Evaluate how a fine-tuned model generates new responses based on a fixed literary input.

Observe whether the AI’s output would be coherent, derivative, or entirely novel.

The results demonstrated non-repetitive yet loosely structured responses—suggesting that fine-tuning led to an output that, while irregular, still carried an underlying interpretive logic.





I t e r a t i o n #2



Integrating Text-to-Speech (TTS)
Next, we incorporated Text-to-Speech (TTS) capabilities to transition from textual output to an auditory experience. We expanded the database with simultaneously collected stories and thoughts about yearning. This experiment allowed us to explore -

How the AI would verbalize non-standard outputs such as blanks, symbols, or fragmented text.

The affective quality of AI-generated speech, especially when meaning was ambiguous.

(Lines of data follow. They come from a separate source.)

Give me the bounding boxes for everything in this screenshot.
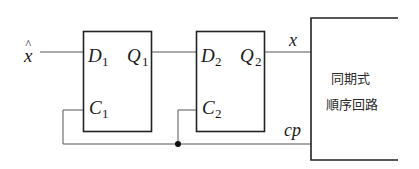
svg-text:1: 1 <box>102 54 109 69</box>
svg-text:2: 2 <box>255 54 262 69</box>
circuit-label-line1: 同期式 <box>331 71 370 86</box>
ff2-q-label: Q 2 <box>240 45 262 69</box>
svg-text:D: D <box>200 45 215 66</box>
clock-wire-ff2 <box>178 110 196 144</box>
ff1-q-label: Q 1 <box>127 45 149 69</box>
ff1-c-label: C 1 <box>89 97 109 121</box>
svg-text:C: C <box>202 97 215 118</box>
svg-text:1: 1 <box>142 54 149 69</box>
ff2-c-label: C 2 <box>202 97 222 121</box>
svg-text:^: ^ <box>26 37 32 51</box>
svg-text:Q: Q <box>240 45 254 66</box>
junction-dot <box>175 141 181 147</box>
svg-text:D: D <box>87 45 102 66</box>
x-signal-label: x <box>288 30 297 50</box>
svg-text:Q: Q <box>127 45 141 66</box>
ff2-d-label: D 2 <box>200 45 222 69</box>
ff1-d-label: D 1 <box>87 45 109 69</box>
sequential-circuit-block <box>311 18 398 160</box>
circuit-label-line2: 順序回路 <box>326 97 378 112</box>
svg-text:2: 2 <box>215 106 222 121</box>
svg-text:C: C <box>89 97 102 118</box>
input-label: x ^ <box>23 37 33 66</box>
flipflop-diagram: x ^ D 1 Q 1 C 1 D 2 Q 2 C 2 x cp 同期式 順序回… <box>0 0 419 169</box>
svg-text:1: 1 <box>102 106 109 121</box>
cp-signal-label: cp <box>284 120 301 140</box>
svg-text:2: 2 <box>215 54 222 69</box>
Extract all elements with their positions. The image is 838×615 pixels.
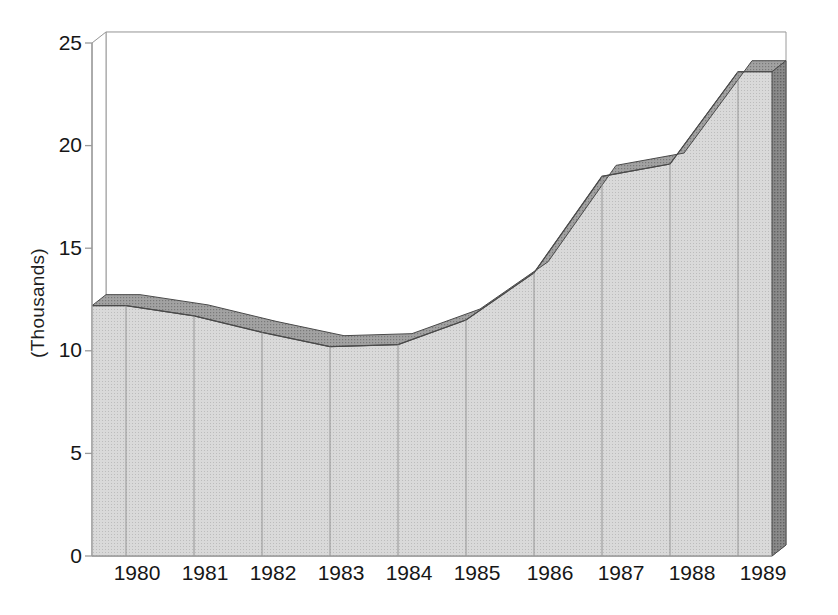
plot-area-svg — [0, 0, 838, 615]
chart-3d-area: (Thousands) 25 20 15 10 5 0 1980 1981 19… — [0, 0, 838, 615]
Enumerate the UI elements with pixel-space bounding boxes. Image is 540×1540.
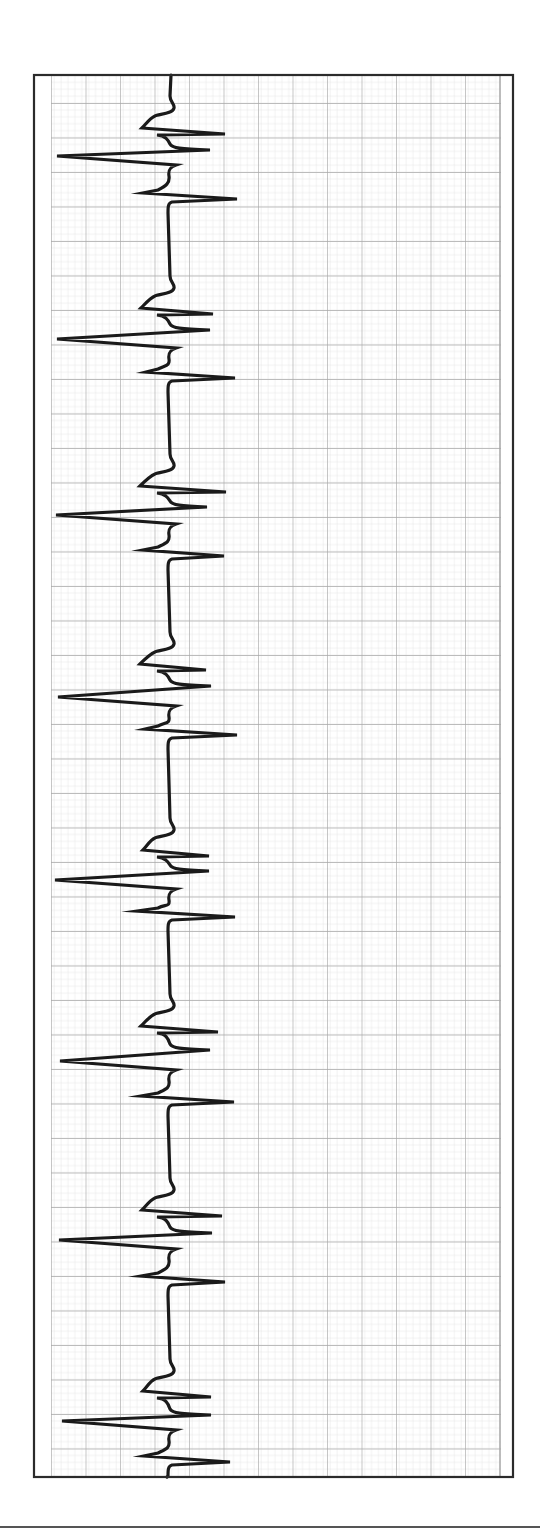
ecg-chart — [0, 0, 540, 1540]
bottom-divider-rule — [0, 1526, 540, 1528]
figure-caption — [0, 1530, 540, 1540]
grid-area — [51, 76, 501, 1476]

The model’s vocal output exhibited unexpected distortions—anomalies in pronunciation, gaps in articulation, and an eerie tonality—which added to the abstraction of meaning rather than providing direct comprehension. This iteration was pivotal in shifting the model from a text-based generator to a vocal presence, reinforcing the project’s exploration of AI’s role as an expressive rather than predictive entity.





I t e r a t i o n #3

Training on the Collected Dataset
With the workshop-collected dataset of yearnings, we continued training the model on first-hand human narratives and literary findings related to yearning - writings by women. This iteration was designed to -

Test how the AI would process and interpret the collected yearnings without external context.

Observe whether the outputs retained thematic elements of yearning or deviated into unrelated text.

The results were unexpected—fragmented, surreal, yet strangely resonant. Unlike conventional AI applications, which prioritize coherence and optimization, this model generated responses that felt open-ended, recursive, and interpretive. The system did not “understand” yearning, but it refracted the sentiment through its own computational logic, producing a poetic yet non-prescriptive AI output.

This version was also exhibited as part of my graduate project, housed inside the sculpture, serving as a public test of how an AI, trained on deeply personal narratives, could produce responses that were both abstract and deeply affecting.






I t e r a t i o n #4


Developing a Real-Time Conversational Loop
While the previous iteration created a compelling listening experience, it lacked real-time interaction. To enhance the model’s engagement, we developed a Speech-to-Text (STT) pipeline, enabling the AI to -

Capture spoken input as prompted input to develop a response from the fine tuned model in real time.

Process the transcribed text through the trained model.

Generate and vocalize an AI-generated response in real time.

This required integrating automatic speech recognition (ASR) with TTS synthesis, refining the pipeline to reduce lag and ensure a seamless feedback loop between human and AI. After initial tests with a smaller subset of the dataset, we deployed the full collected yearnings, allowing for an interaction where the AI did not just recite pre-generated responses but actively responded, quite erratically sometimes, to user input in real time.

This final iteration was exhibited at the Victoria & Albert Museum (V&A) as part of Digital Design Weekend, where the interactive model generated diverse responses based on audience engagement. Feedback from visitors highlighted the uncanny and thought-provoking nature of the AI’s responses—a machine that does not "understand" human emotion, yet evokes a feeling of recognition through its computational reinterpretation of yearning.